As of today, 09/08/14, about 7 in 10 Kansas likely voters are aware that Democrat Chad Taylor has withdrawn from the race, with a formal request that his name be taken off the ballot. About 6 in 10 Kansas likely voters are aware that Kansas Secretary of State Kris Kobach, a Republican in his own tight-fight for re-election (more on that in a moment), has inserted himself into the fray and refuses to remove Democrat Taylor from the ballot. That creates a nightmare for state and national party officials, for Kansas voters, and for public opinion pollsters. At this hour, subject to possible lawsuits and back-room bargains which could further upend the race, Independent Greg Orman and Roberts are effectively tied, 37% for Orman, 36% for Roberts, 10% for Taylor, 6% for Libertarian Randall Batson.

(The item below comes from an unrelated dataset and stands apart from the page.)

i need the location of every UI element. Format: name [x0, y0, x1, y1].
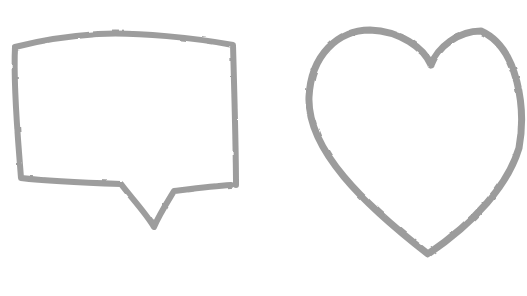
sketch-drawing [0, 0, 527, 296]
heart-icon [309, 30, 521, 254]
speech-bubble-icon [15, 34, 236, 227]
sketch-canvas [0, 0, 527, 296]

The exact wording of the question that SurveyUSA asked respondents is: "If there were an election for US Senate today, and Democrat Chad Taylor's name still appeared on the ballot even though he no longer wants to run, and the other names on the ballot were Republican Pat Roberts, Independent Greg Orman, and Libertarian Randall Batson, who would you vote for?" Orman gets 52% of the Democratic vote, 42% of the independent vote, and 26% of the Republican vote. Roberts holds 59% of the Republican base, and is backed by 11% of Democrats, and 16% of independents. Orman leads among the most educated voters and among the most affluent voters. The contest is effectively tied in Greater Wichita, and effectively tied in greater Kansas City KS. Orman has a slight lead in greater Topeka. Voters focused on the economy back Orman over Roberts 3:2. Voters focused on Obamacare back Roberts over Orman 2:1.

…Kobach's insertion into the Senate contest did nothing, at first blush, to help his own campaign for re-election. 2 weeks ago, KSN-TV and SurveyUSA had Kobach tied with Democratic challenger Jean Schodorf. Today, the contest is still within the theoretical margin of sampling error, but Schodorf now has a nominal 3-point advantage, 46% to 43%. Men don't take kindly to Kobach's interference. 2 weeks ago, Kobach had led by 10 among male likely voters, now by 3. And residents of greater Kansas City KS don't take kindly to Kobach either. In that part of the state, Kobach had been tied with Schodorf, but today the Democrat Schodorf leads by 7.

…Sitting on the sidelines, ostensibly minding his own business, is incumbent Republican Governor Sam Brownback. Brownback could fairly be accused of being, in a "wave-election" year when Republicans are expected to win statehouse and congressional contests coast-to-coast, the falling tide that is sinking all Kansas Republican boats. Brownback was already in trouble long before anyone was worried about Roberts and long before anyone outside of Kansas knew Kobach's name. Now, Brownback is staring at basically the same "upside-down" numbers that he howled about when SurveyUSA released them 2 weeks ago. Today, Brownback is down 7 points to Democratic challenger Paul Davis. The Democratic ticket of Davis and Jill Docking gets 47% today, the Republican ticket of Brownback and Lt. Gov Jeff Colyer gets 40%… Brownback holds 66% of the Republican base and 74% of the conservative vote. Brownback is down 22 points among independents and down 47 points among moderates.